County Wants To Kill Current Volunteer Fire Departments, Create New Unified Fire Dept

January 18, 2008

Independent volunteer fire departments will be a thing of the past by October 1 if the Escambia County Commission gets its way.

“As far as I am concerned on October 1, we’ve got a whole new fire department in Escambia County,” said Commissioner Mike Whitehead.

“There will be so many stations, but they won’t be independent districts anymore. It will be an Escambia County fire system,” said Commissioner Gene Valentino. “We will still very much value and absolutely need the support of the volunteers, but it will be one system that will be a unified Escambia County fire system.”

Commissioners began their fire department discussion centered around stipend overpayments and a recent audit. That audit found volunteer firefighters were overpaid $39,500 during the six months from October 2006 to February 2007, with one third of that money going to firefighters in North Escambia. An audit conducted by the volunteer fire departments found $24,575 in overpayments county-wide.

Assistant County Administrator Willie Taylor told commissioners they basically had three choices: first, waive repayment; second, accept a lump sum repayment; or third, negotiate a repayment plan.

Regi Burkett, vice president of the Escambia County Volunteer Firefighters Association, told the commission that the $24,575 was the amount that the volunteers had agreed upon. Burkett is also chief of the Century Volunteer Fire Department.

“We stand on the twenty four five,” Burkett said. “Whatever you decide on the repayment, that’s what we’ll do, if it will end this thing here and today.”

Valentino said he believed the volunteer overpayments were neither deceitful or intentional and “pinching a department or two of 24 grand is not on my agenda today”.

“God knows we need to support them as much as we can,” Valentino said. “I’m more concerned about unified fire service. I’m more concerned about an organization chart where one guy is at the top, and if he’s not doing his job, then he’s fired. ” The organization chart should end with everyone reporting ultimately to the assistant county administrator, he said.

“An orderly response for life safety issues means more to me than the $24,000. I would be very much in favor of just waiving this issue altogether but tie it to a very important request,” he continued, asking the volunteer and paid firefighters to work “in a unified manner to help work with staff with consolidating the fire system.”
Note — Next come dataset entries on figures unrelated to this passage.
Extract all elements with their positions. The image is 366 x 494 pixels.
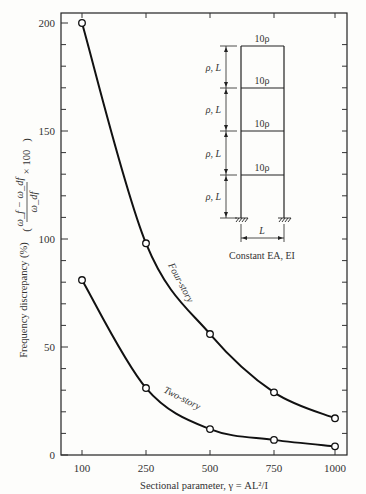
x-tick-1000: 1000 (324, 462, 347, 474)
floor-mass-label-1: 10ρ (255, 162, 270, 173)
data-point-marker (271, 389, 278, 396)
y-axis-formula-multiplier: × 100 (21, 150, 32, 174)
plot-frame (61, 13, 347, 455)
frequency-discrepancy-chart: 200 150 100 50 0 100 250 500 750 1000 Se… (0, 0, 366, 494)
y-axis-label-main: Frequency discrepancy (%) (18, 242, 30, 358)
story-label-1: ρ, L (205, 191, 222, 202)
data-point-marker (143, 385, 150, 392)
dimension-arrowheads (224, 47, 283, 240)
two-story-curve (82, 280, 335, 446)
x-axis-ticks (82, 13, 335, 455)
y-axis-paren-close: ) (21, 138, 33, 142)
y-axis-formula-denominator: ω_df (28, 190, 39, 213)
y-tick-0: 0 (50, 449, 56, 461)
right-axis-ticks (342, 45, 347, 434)
fixed-support-left-icon (235, 218, 248, 222)
data-point-marker (332, 415, 339, 422)
y-axis-ticks (61, 23, 68, 455)
four-story-label: Four-story (166, 260, 197, 305)
width-label: L (258, 225, 265, 236)
x-tick-750: 750 (266, 462, 283, 474)
story-label-3: ρ, L (205, 104, 222, 115)
data-point-marker (79, 20, 86, 27)
y-axis-label: Frequency discrepancy (%) ( ω_f − ω_df ω… (14, 138, 39, 358)
x-tick-500: 500 (202, 462, 219, 474)
data-point-marker (207, 426, 214, 433)
floor-mass-label-2: 10ρ (255, 118, 270, 129)
four-story-curve (82, 23, 335, 418)
y-tick-100: 100 (39, 233, 56, 245)
y-axis-paren-open: ( (21, 228, 33, 232)
fixed-support-right-icon (278, 218, 291, 222)
y-tick-200: 200 (39, 17, 56, 29)
x-axis-label: Sectional parameter, γ = AL²/I (140, 480, 268, 491)
floor-mass-label-3: 10ρ (255, 75, 270, 86)
y-axis-formula-numerator: ω_f − ω_df (14, 176, 25, 227)
diagram-caption: Constant EA, EI (229, 250, 295, 261)
data-point-marker (332, 443, 339, 450)
data-point-marker (79, 277, 86, 284)
x-tick-100: 100 (74, 462, 91, 474)
data-point-marker (143, 240, 150, 247)
data-point-markers (79, 20, 339, 450)
y-tick-50: 50 (44, 341, 56, 353)
story-label-2: ρ, L (205, 148, 222, 159)
x-tick-250: 250 (138, 462, 155, 474)
y-tick-150: 150 (39, 125, 56, 137)
floor-mass-label-4: 10ρ (255, 33, 270, 44)
data-point-marker (207, 331, 214, 338)
story-label-4: ρ, L (205, 62, 222, 73)
data-point-marker (271, 437, 278, 444)
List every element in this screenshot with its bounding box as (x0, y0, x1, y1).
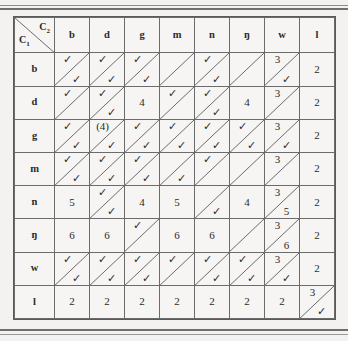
cell-upper-value: ✓ (127, 154, 148, 165)
matrix-cell-ŋ-w[interactable]: 36 (265, 219, 300, 252)
matrix-cell-l-g[interactable]: 2 (125, 285, 160, 318)
matrix-cell-d-w[interactable]: 3 (265, 86, 300, 119)
cell-diagonal-divider (230, 219, 264, 251)
matrix-cell-b-m[interactable] (160, 53, 195, 86)
cell-upper-value: ✓ (92, 254, 113, 265)
row-header-w: w (15, 252, 55, 285)
matrix-cell-b-d[interactable]: ✓✓ (90, 53, 125, 86)
cell-upper-value: ✓ (57, 121, 78, 132)
cell-upper-value: ✓ (162, 254, 183, 265)
matrix-cell-w-g[interactable]: ✓✓ (125, 252, 160, 285)
cell-upper-value: ✓ (57, 154, 78, 165)
matrix-cell-g-n[interactable]: ✓✓ (195, 119, 230, 152)
matrix-cell-g-g[interactable]: ✓✓ (125, 119, 160, 152)
matrix-cell-n-ŋ[interactable]: 4 (230, 186, 265, 219)
matrix-cell-ŋ-ŋ[interactable] (230, 219, 265, 252)
matrix-cell-ŋ-n[interactable]: 6 (195, 219, 230, 252)
cell-value: 4 (139, 196, 145, 208)
cell-lower-value: ✓ (241, 140, 262, 151)
matrix-cell-l-ŋ[interactable]: 2 (230, 285, 265, 318)
column-variable-label: C2 (39, 22, 50, 35)
cell-value: 5 (69, 196, 75, 208)
matrix-cell-d-d[interactable]: ✓✓ (90, 86, 125, 119)
matrix-cell-l-w[interactable]: 2 (265, 285, 300, 318)
matrix-cell-m-m[interactable]: ✓ (160, 152, 195, 185)
table-row: g✓✓(4)✓✓✓✓✓✓✓✓✓3✓2 (15, 119, 335, 152)
cell-upper-value: ✓ (127, 254, 148, 265)
matrix-cell-w-d[interactable]: ✓✓ (90, 252, 125, 285)
matrix-cell-ŋ-b[interactable]: 6 (55, 219, 90, 252)
matrix-cell-n-w[interactable]: 35 (265, 186, 300, 219)
cell-lower-value: ✓ (136, 273, 157, 284)
matrix-cell-m-n[interactable]: ✓ (195, 152, 230, 185)
cell-lower-value: ✓ (101, 173, 122, 184)
row-header-m: m (15, 152, 55, 185)
matrix-cell-b-w[interactable]: 3✓ (265, 53, 300, 86)
page-rule-bottom-thin (0, 334, 348, 335)
matrix-cell-g-m[interactable]: ✓✓ (160, 119, 195, 152)
matrix-cell-l-b[interactable]: 2 (55, 285, 90, 318)
matrix-cell-d-m[interactable]: ✓ (160, 86, 195, 119)
cell-lower-value: ✓ (311, 306, 332, 317)
cell-lower-value: ✓ (206, 74, 227, 85)
matrix-cell-n-l[interactable]: 2 (300, 186, 335, 219)
matrix-cell-n-g[interactable]: 4 (125, 186, 160, 219)
matrix-cell-b-n[interactable]: ✓✓ (195, 53, 230, 86)
column-header-d: d (90, 18, 125, 53)
matrix-cell-l-l[interactable]: 3✓ (300, 285, 335, 318)
cell-upper-value: ✓ (232, 121, 253, 132)
matrix-cell-d-ŋ[interactable]: 4 (230, 86, 265, 119)
matrix-cell-b-l[interactable]: 2 (300, 53, 335, 86)
cell-value: 4 (139, 96, 145, 108)
matrix-cell-g-b[interactable]: ✓✓ (55, 119, 90, 152)
matrix-cell-g-w[interactable]: 3✓ (265, 119, 300, 152)
matrix-cell-w-m[interactable]: ✓ (160, 252, 195, 285)
matrix-cell-ŋ-g[interactable]: ✓ (125, 219, 160, 252)
cell-value: 2 (209, 295, 215, 307)
matrix-cell-ŋ-m[interactable]: 6 (160, 219, 195, 252)
cell-value: 2 (104, 295, 110, 307)
matrix-cell-m-l[interactable]: 2 (300, 152, 335, 185)
matrix-cell-m-d[interactable]: ✓✓ (90, 152, 125, 185)
matrix-cell-m-b[interactable]: ✓✓ (55, 152, 90, 185)
cell-lower-value: ✓ (101, 206, 122, 217)
cell-upper-value: ✓ (127, 54, 148, 65)
matrix-cell-l-d[interactable]: 2 (90, 285, 125, 318)
cell-lower-value: ✓ (136, 74, 157, 85)
row-header-g: g (15, 119, 55, 152)
matrix-cell-w-l[interactable]: 2 (300, 252, 335, 285)
cell-upper-value: 3 (267, 187, 288, 198)
matrix-cell-w-n[interactable]: ✓✓ (195, 252, 230, 285)
matrix-cell-l-n[interactable]: 2 (195, 285, 230, 318)
cell-upper-value: 3 (267, 254, 288, 265)
table-row: w✓✓✓✓✓✓✓✓✓✓✓3✓2 (15, 252, 335, 285)
matrix-cell-n-m[interactable]: 5 (160, 186, 195, 219)
page-rule-bottom-thick (0, 329, 348, 331)
matrix-cell-ŋ-d[interactable]: 6 (90, 219, 125, 252)
matrix-cell-g-d[interactable]: (4)✓ (90, 119, 125, 152)
matrix-cell-m-ŋ[interactable] (230, 152, 265, 185)
matrix-cell-m-g[interactable]: ✓✓ (125, 152, 160, 185)
matrix-cell-l-m[interactable]: 2 (160, 285, 195, 318)
matrix-cell-b-ŋ[interactable] (230, 53, 265, 86)
matrix-cell-w-w[interactable]: 3✓ (265, 252, 300, 285)
cell-value: 2 (174, 295, 180, 307)
cell-lower-value: ✓ (276, 140, 297, 151)
matrix-cell-n-d[interactable]: ✓✓ (90, 186, 125, 219)
matrix-cell-d-n[interactable]: ✓✓ (195, 86, 230, 119)
matrix-cell-w-b[interactable]: ✓✓ (55, 252, 90, 285)
matrix-cell-w-ŋ[interactable]: ✓✓ (230, 252, 265, 285)
matrix-cell-g-ŋ[interactable]: ✓✓ (230, 119, 265, 152)
matrix-cell-n-b[interactable]: 5 (55, 186, 90, 219)
matrix-cell-d-g[interactable]: 4 (125, 86, 160, 119)
matrix-cell-ŋ-l[interactable]: 2 (300, 219, 335, 252)
matrix-cell-b-b[interactable]: ✓✓ (55, 53, 90, 86)
matrix-cell-b-g[interactable]: ✓✓ (125, 53, 160, 86)
matrix-cell-d-l[interactable]: 2 (300, 86, 335, 119)
matrix-cell-n-n[interactable]: ✓ (195, 186, 230, 219)
cell-diagonal-divider (160, 53, 194, 85)
cell-upper-value: ✓ (57, 88, 78, 99)
matrix-cell-m-w[interactable]: 3 (265, 152, 300, 185)
matrix-cell-d-b[interactable]: ✓ (55, 86, 90, 119)
matrix-cell-g-l[interactable]: 2 (300, 119, 335, 152)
“We would very much appreciate you waiving it,” Burkett responded to the commission. “But we stand ready to make it a unified sytem either way it goes. We want to do that, but we want our concerns heard and acted on in the process.”

“We are the ones in the community out there that have been supplying this so many years, and we want to see it continue at a pace where the residents and taxpayers are going to benefit for it and not suffer from it,” Burkett also said.

Burkett told the commission that the volunteers were willing to work with the commission on unifying the fire system, but he did not see why the stipend overpayment repayment and the unified system needed to be handled together.

County Attorney Janet Lander told the commission that the county’s agreement with the volunteer fire departments in the county ends on September 30.

“I’m not going to vote to renew a contract,” Whitehead said. “We’ve talked about it for two years. It’s time to move; it’s time to make it happen.

The commission then voted 5-0 in favor of waiving the volunteer overpayments and working toward a unified county fire department as of October 1 of this year. The vote is not binding; a similar resolution must pass at a regular commission meeting.

The commission also tackled the issue of volunteer certification. In order to become a certified “Firefighter I”, a volunteer must complete 160 hours of training and take a state certification test within one year. Provisions exist to allow exemption letters for firefighters that had an equivalent amount of experience prior to the end of 2005, without requiring those firefighters to take a state test.

“There will be no new letters,” Burkett said. “Attrition will take care of the ones that are in existence.” No new firefighters are allowed under state law to obtain an exemption letter.

The Firefighter I certification is required for a volunteer to enter an “exclusion zone”. In essence, a firefighter without proper certification is not allowed to enter a burning building, the area immediately around a burning building, or certain other scenes like the danger area around a chemical spill.

The commission voted 5-0 to grandfather volunteer firefighters with an exemption letter to be paid at the Firefighter I stipend rate until September 30. Beginning October 1, firefighters with an exemption letter will be dropped to the stipend level of a “Firefighter Trainee”.

Lander said that if the resolution passes, as of October 1, “Escambia County shall not issue a stipend to any volunteer who has not at least met the state certification requirements of Firefighter I, regardless of whether the volunteer has an exemption letter.”

The volunteer firefighter training motion passed at Thursday’s Escambia County Committee of the Whole is not binding until approved a regular commission meeting. The commission has a joint meeting scheduled for Tuesday with the Pensacola City Council and a regular meeting scheduled for next Thursday at 5:30. The firefighters issues are expected to be discussed at the Thursday meeting; they do not appear on the agenda for Tuesday’s meeting.